The passengers took the situation in their stride, although many of them, as they were herded to the upper deck, were in their sleepwear. Despite the fact that the ship was dead in the water, there were no lights in the dark night other than the aurora dancing overhead, and the smell of the smoke drifted through the air, there was a lot of joking, laughter, and even singing. Among the ship’s musicians leading the passengers in song was a young man who would later come to worldwide fame as the New Age singer/musician Yanni.

With rescue ships and helicopters from Juneau, Sitka, Yakutat, and Canada on their way, not to mention the supertanker Williamsburg fully laden with crude and circling back from its southbound route, Captain Wabeke gave the order to abandon ship.

There were some difficulties in filling and lowering the lifeboats, partly due to the young crew’s inexperience and emotional reaction. One account says, “While the officers tried to maintain order, many of the crewmen climbed over the passengers in a panic to get aboard the lifeboats.” Some boats were stuffed so full that people could not move at all, even to push themselves away from the side of the listing cruise ship as the waves banged their lifeboat against the steel hull.

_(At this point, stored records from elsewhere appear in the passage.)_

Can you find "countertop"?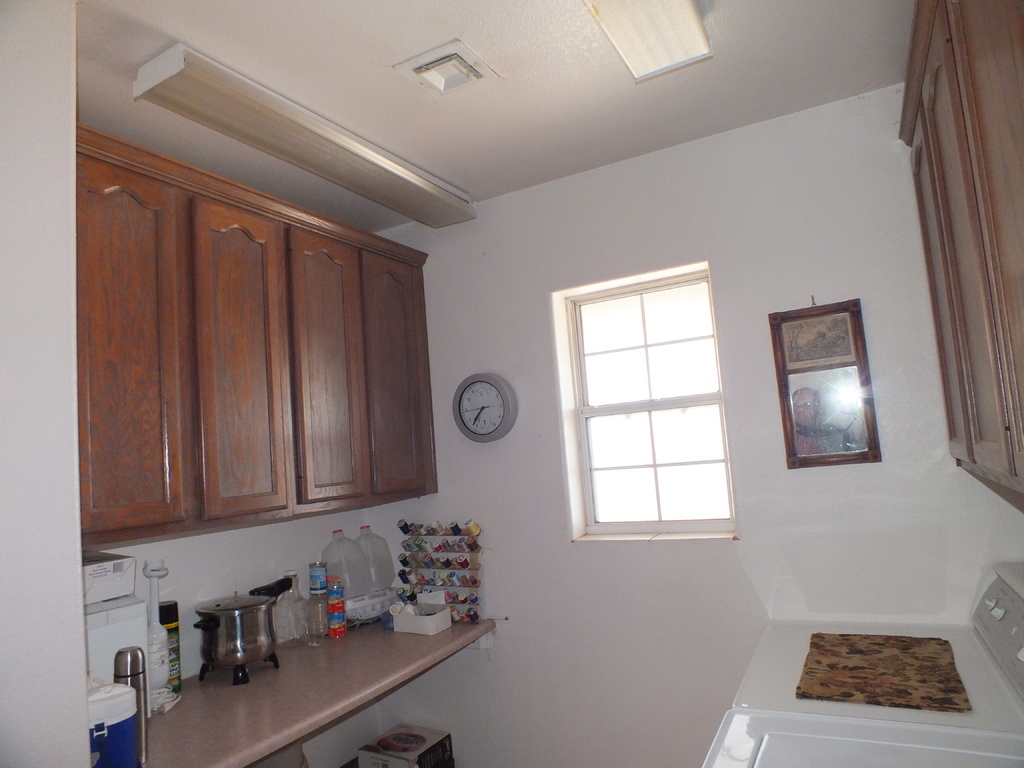
Yes, bounding box: pyautogui.locateOnScreen(141, 621, 497, 767).
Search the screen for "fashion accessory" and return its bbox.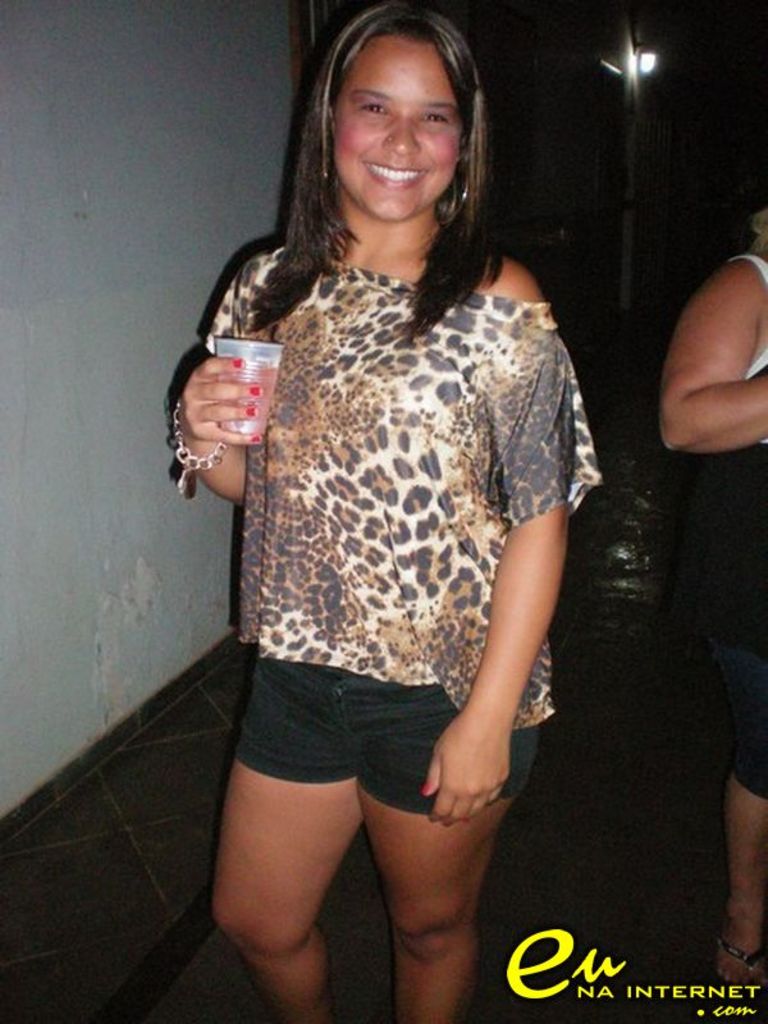
Found: bbox(251, 384, 261, 396).
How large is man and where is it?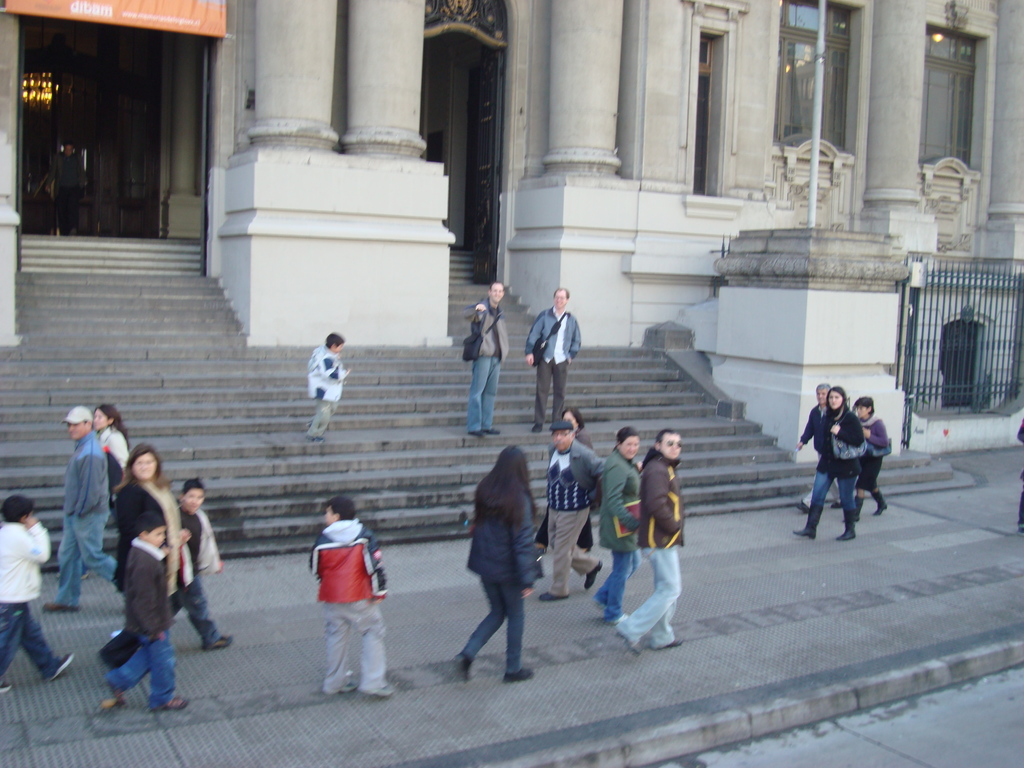
Bounding box: box=[38, 404, 124, 614].
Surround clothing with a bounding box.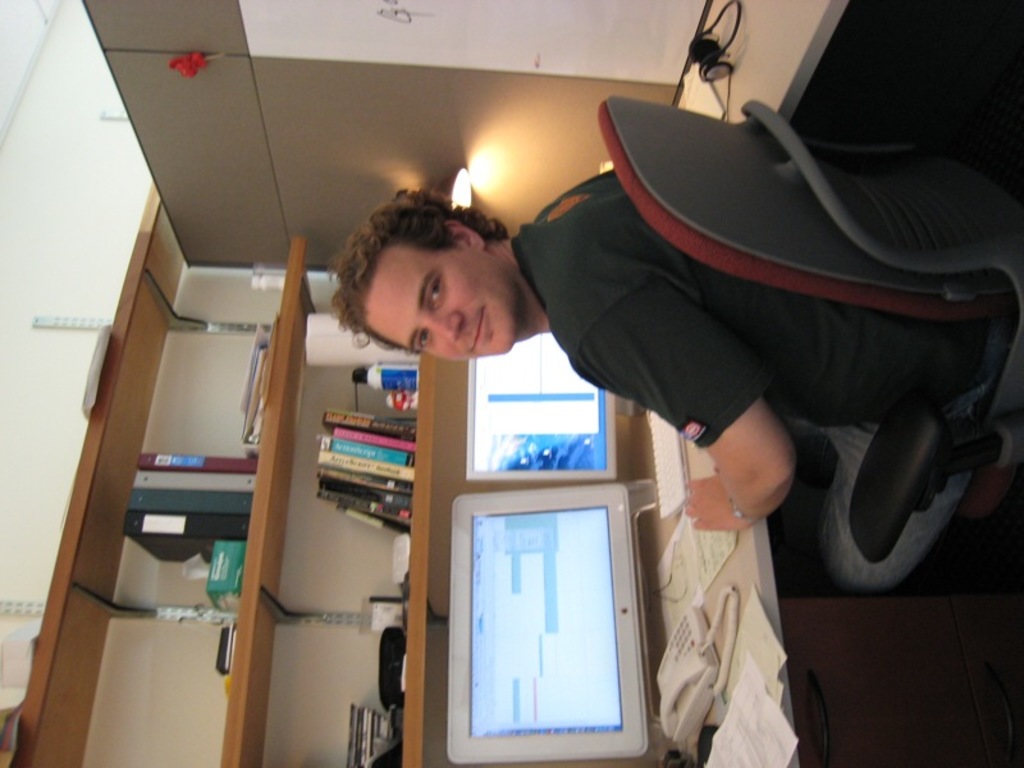
[507,169,1019,596].
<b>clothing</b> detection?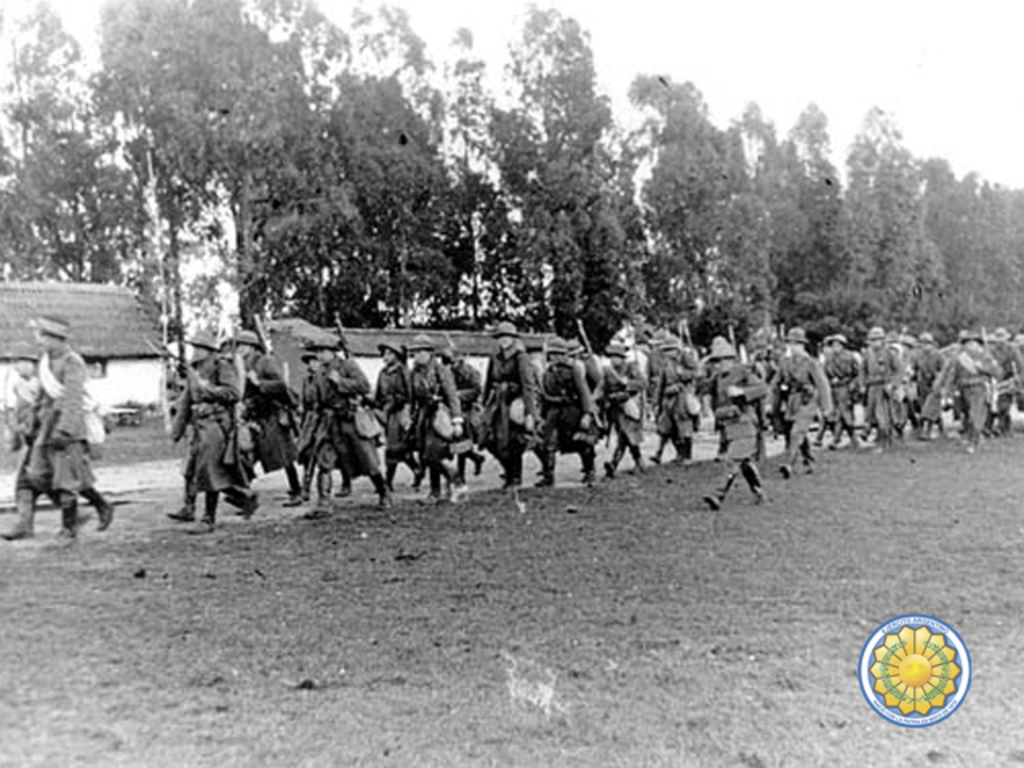
locate(475, 354, 550, 464)
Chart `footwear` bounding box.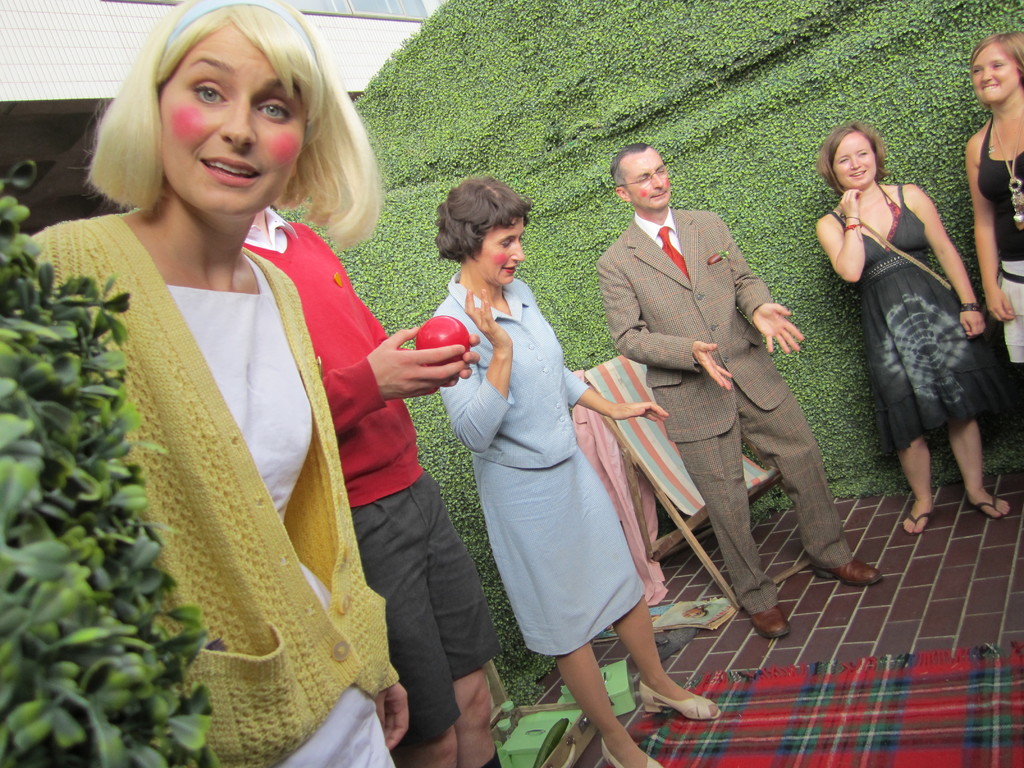
Charted: [x1=636, y1=656, x2=707, y2=740].
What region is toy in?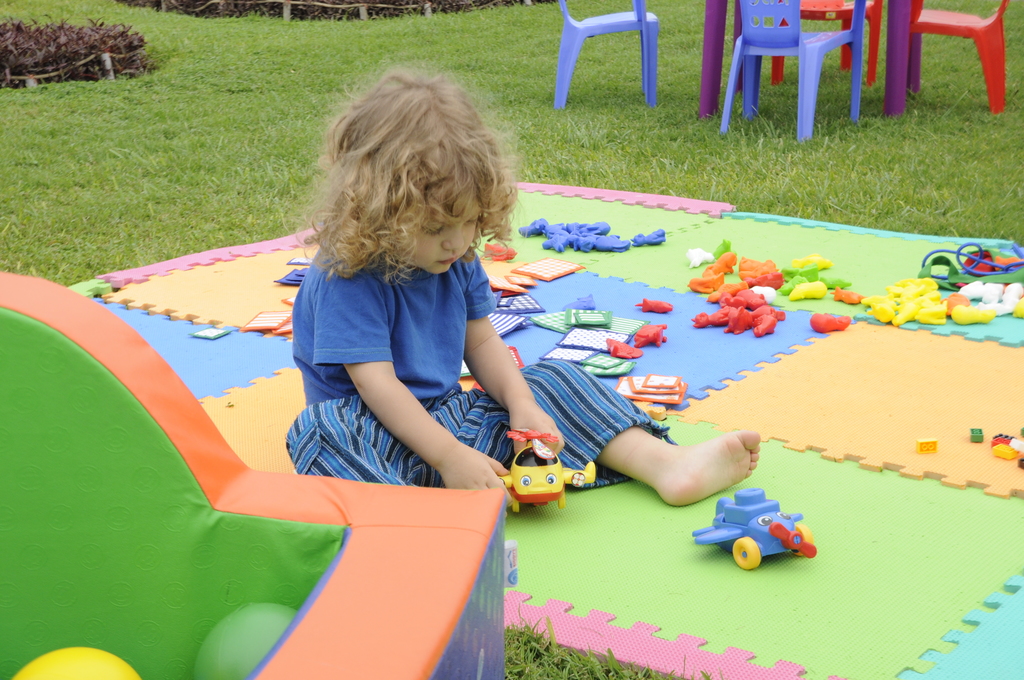
<bbox>634, 298, 673, 313</bbox>.
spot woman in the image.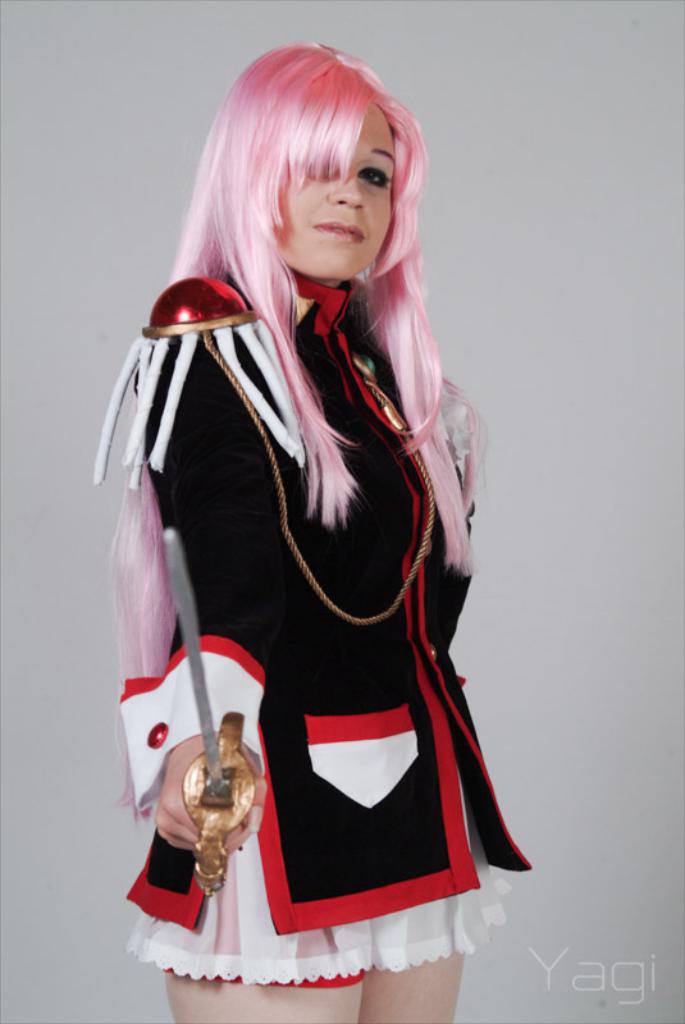
woman found at left=96, top=24, right=529, bottom=1010.
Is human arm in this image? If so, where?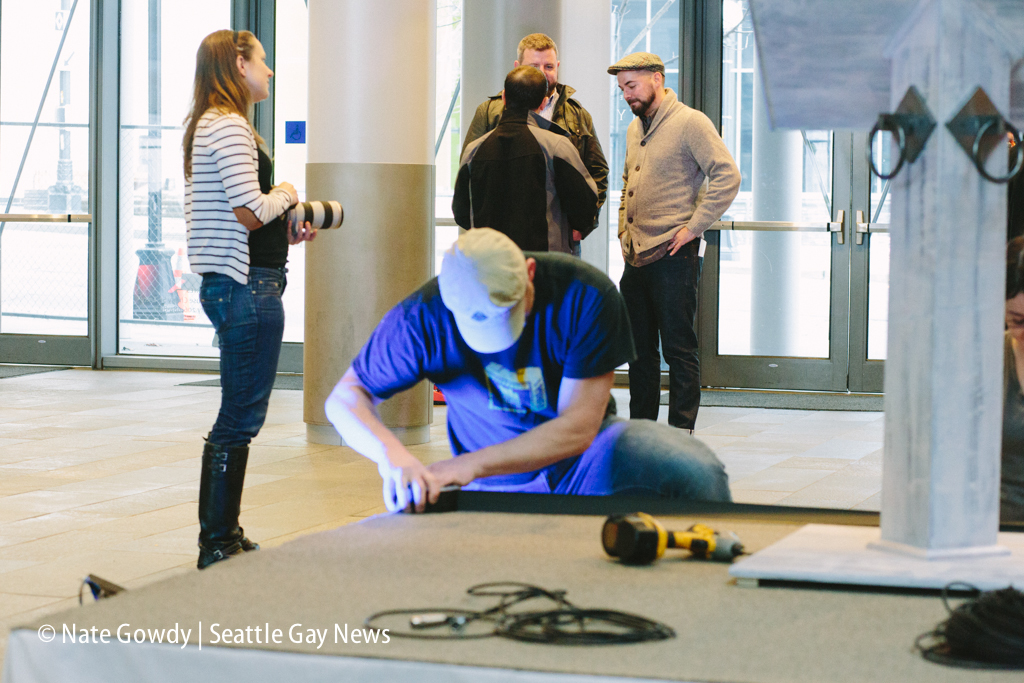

In every instance recorded in the following rescue, the elderly passengers, despite the stressful conditions, their medical problems, lack of adequate clothing, and the deteriorating weather, conducted themselves with exemplary stoicism and compliance. The rescuers had no problems with them.

The same could not be said of the young crew. When the U.S. Coast Guard vessel Boutwell sent a launch to pick up survivors in the heaving seas, they ran into difficulties. Seaman Dan Long recounts: “We went out and got the first lifeboat. Well, the crew from the Prinsendam, they were just panicked. We wanted to take the elderly on board first. They [the crew members] were climbing over the elderly and climbing into our boat because they were so afraid. It was this total mayhem. Our boat quickly filled up and we couldn’t get the elderly off the lifeboat.”

One of the older passengers spoke of the panicking crew members with compassion, saying later that while the elderly had no interest in dying that night, they also had lived full lives and had learned the merits of endurance and the good sense in allowing themselves to be helped. The young had their whole lives ahead of them, she noted, and were suffering from the urge to help themselves and had a sense of desperation that sometimes got the better of them.

The doctors treating the survivors as they were brought aboard were struck by the poise and self-command of the passengers. “Don’t worry about me,” said one slight, elderly man with a temparature of 104 degrees F. “I have this malarial attack once a year. Go take care of the sick people.”

While some survivors were shuttled by helicopter to Yakutat and Sitka, the majority were aboard the supertanker Williamsburg. There were scenes of the elderly comforting young crew members who were in states of post-traumatic stress.

It’s hard to find, in the accounts of the Prinsendam disaster, evidence of the elderly being given credit for the unprecedented success of such a massive rescue operation in such a remote area accompanied by such bad weather. In fact, when the phrase “elderly heroes in crisis situations” is put into a search engine what pops up are stories about young people rescuing the elderly.

Air Force Doctor Don Hudson, treating the elderly Prinsendam survivors aboard the Williamsburg, said he felt that the age of the passengers contributed to a smooth and orderly operation, essential under the conditions in which the rescue was conducted.

“If we had been dealing [solely] wi th people 35 or under, there would have been more panic,” he noted. “These older people had things in perspective. Their lives were straightened out. The wisdom of the years really paid off.”

——

*According to his family, Prinsendam passenger Paul P. Noyes died later from injuries sustained aboard the ship, unrelated to the fire or the rescue operation.

For a fuller account of the disaster see http://www.alaskaforreal.com/blog/alaska-cruise-ship-disaster-the-prinsendam.


• Tara Neilson writes the column Alaska for Real for the Capital City Weekly and blogs at www.alaskaforreal.com. She lives in a floathouse between Wrangell and Kethchikan.